The key to this unique collection of sculptures is know that each figure in the Emergent Collection is first fully sculpted in the round to an advanced and detailed level. Michael fixes the pose gesture and anatomy in the knowledge that half the features will be lost with the addition of the flat plains.
By adding, I take away, in doing so I’m saying “this aspect is important and this aspect can fade”. As so often in art, less is more. MT
Michael has created many sculptures that incorporate classical drapery.
“I used to carefully study the play of different materials and meticulously recreate every aspect of the weight, tension and hang of the material in my sculpture, agonising over how to sculpt the edge of a drape where a foot protruded from beneath, trying to balance realism with the aesthetic of the piece”.
Michael’s ‘Emergent Collection’ beautifully demonstrates that he is no longer troubled with the same anxieties.
“I like to think this particular style of sculpting is a more mature and enlightened approach to such problems”.
In this collection, he introduces a flat plain to balance and divide the fully sculpted figure and disregard the formal studied limitations of the drapery.
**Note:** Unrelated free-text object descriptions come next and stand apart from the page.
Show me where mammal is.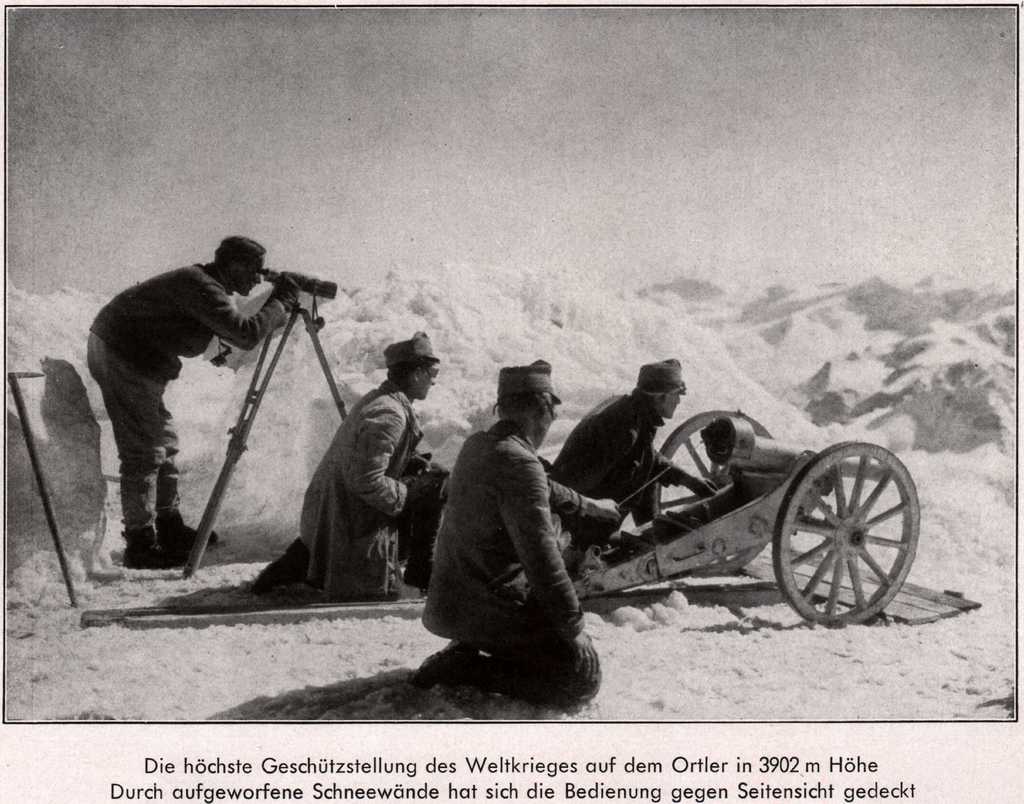
mammal is at (x1=560, y1=352, x2=702, y2=534).
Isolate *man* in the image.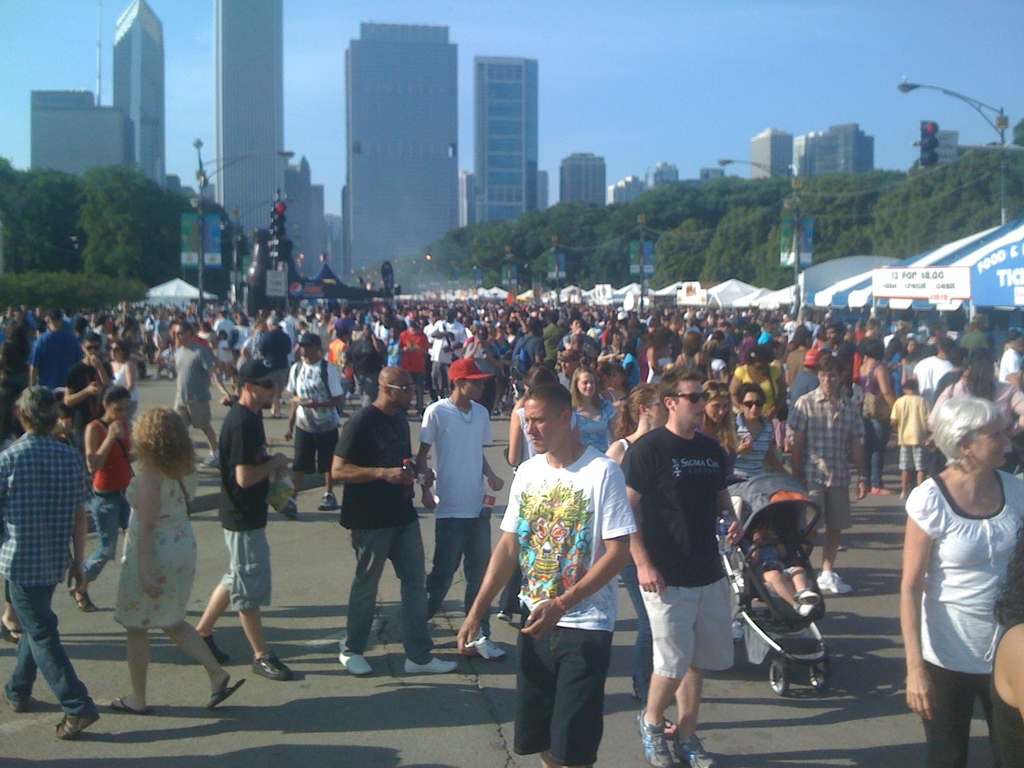
Isolated region: detection(1000, 328, 1023, 388).
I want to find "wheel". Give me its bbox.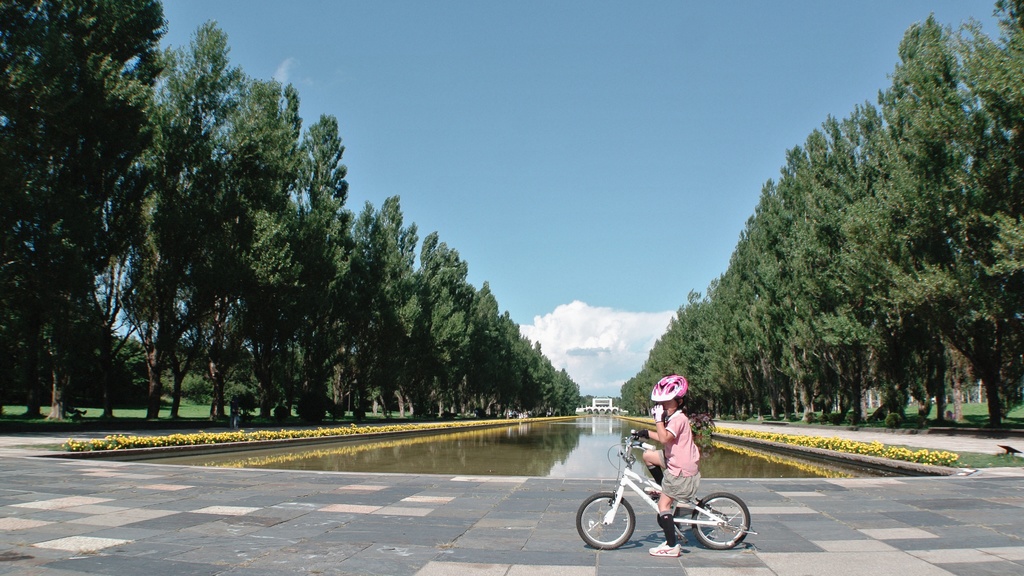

The drapery becomes the plain, which is both a solid form in its own right and yet is also at one with the figure, revealing and yet concealing the contours of the human form beneath.
Where a foot protrudes from the plain, the foot simply emerges, as if emerging from a pool of still water. With this technique I can focus on the beauty in the gesture or movement, without being hampered by physical reality – because it makes no sense, it makes perfect sense.